Gov. Rick Scott, normally a foe of business regulations, on Tuesday stood by his call to layer more regulations onto Florida hospitals in an effort to make health care costs more transparent.
“This is all about patients and empowering patients,” he told reporters after a Florida Cabinet meeting. “They should know what (a procedure) costs and be able to get as much information as they can.”
Scott wants hospitals to disclose more information on what they charge and how they arrive at prices for various medical and surgical procedures. He created a Commission on Healthcare and Hospital Funding earlier this year.
Health care costs “should be up on a menu board, just like at Starbucks,” he said.
He said he hopes lawmakers enact measures he’s introducing toward that end, including possible penalties for hospitals that overcharge.
Scott, a former for-profit hospital chain CEO, likened health care costs “to any other purchase” and said patients should know what a hospital stay will cost up front, rather than getting sticker shock afterward.
The governor has all but declared war on hospitals that get public dollars after the federal government said it would stop paying into a state-federal fund, known as the Low Income Pool, that helps pays for charity care and other uncompensated treatment.
At the same time, Scott opposes Medicaid expansion. Senate Republicans and House Democrats wanted to accept nearly $50 billion in federal dollars to expand health care coverage to the working poor; House Republicans and Gov. Rick Scott killed a plan to do so.

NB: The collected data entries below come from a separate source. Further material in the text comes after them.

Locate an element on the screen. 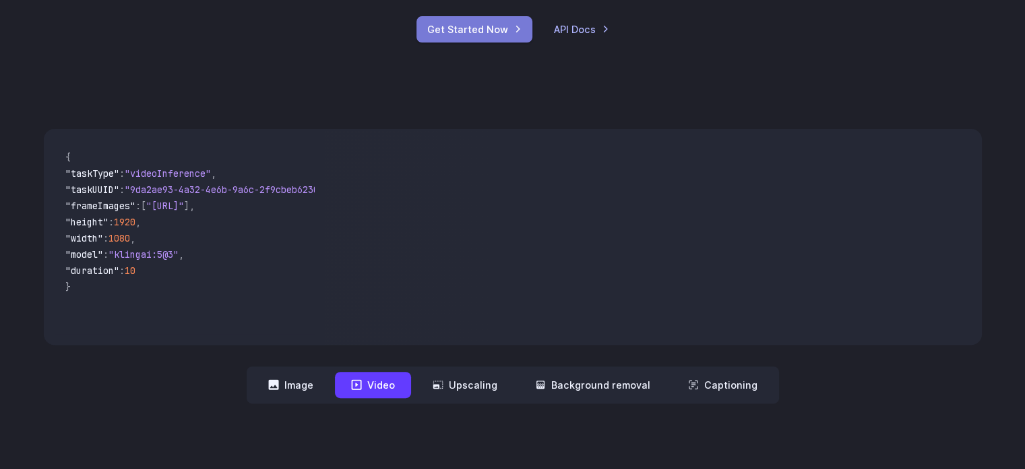  span: "videoInference" is located at coordinates (168, 173).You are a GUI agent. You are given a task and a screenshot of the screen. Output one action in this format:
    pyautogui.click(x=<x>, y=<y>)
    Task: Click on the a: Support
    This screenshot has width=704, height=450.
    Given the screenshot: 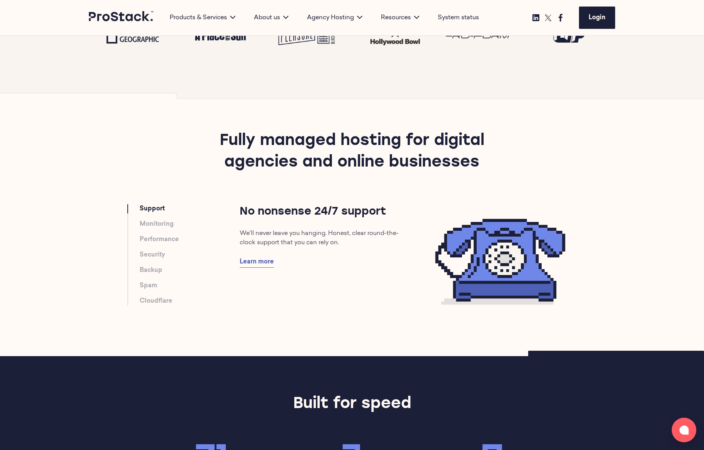 What is the action you would take?
    pyautogui.click(x=152, y=209)
     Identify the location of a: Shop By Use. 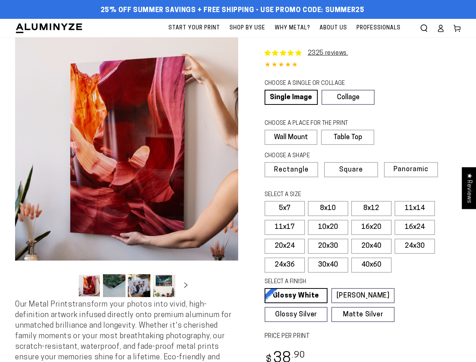
(247, 28).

But asked whether adding more state regulations to an industry ran counter to his philosophy, the Republican governor returned to his ‘patient empowerment’ platform.
“All of us can talk about going into a hospital and not knowing what things cost,” Scott said. “That doesn’t make sense. You should know what it’s going to cost.”
Scott added he wasn’t “one for adding regulations.”
“In this case, we need to make sure the hospital industry isn’t price gouging,” he said. “We don’t know how they’re spending our money.”
Bruce Rueben, president of the Florida Hospital Association, agreed with Scott’s position on price transparency but bristled at his suggestions of gouging.
“We’re on record supporting price transparency,” Rueben told WFSU. “So we’re very disappointed with the mean-spirited tone … that calls for protection against hospital pricing.”
Associated Press reporter Gary Fineout questioned Scott’s position “when your company was fined $1.7 billion for gouging taxpayers? How are you credible on this issue, sir?” Scott didn’t answer and walked away.
Scott once headed the Columbia/HCA hospital chain, which paid the biggest health care fraud fine in history. Beginning in 2000, it agreed to pony up for cheating federal programs that serve the military, the elderly and the poor.
Scott was never charged and has said he was unaware of any fraud. He resigned as CEO in 1997.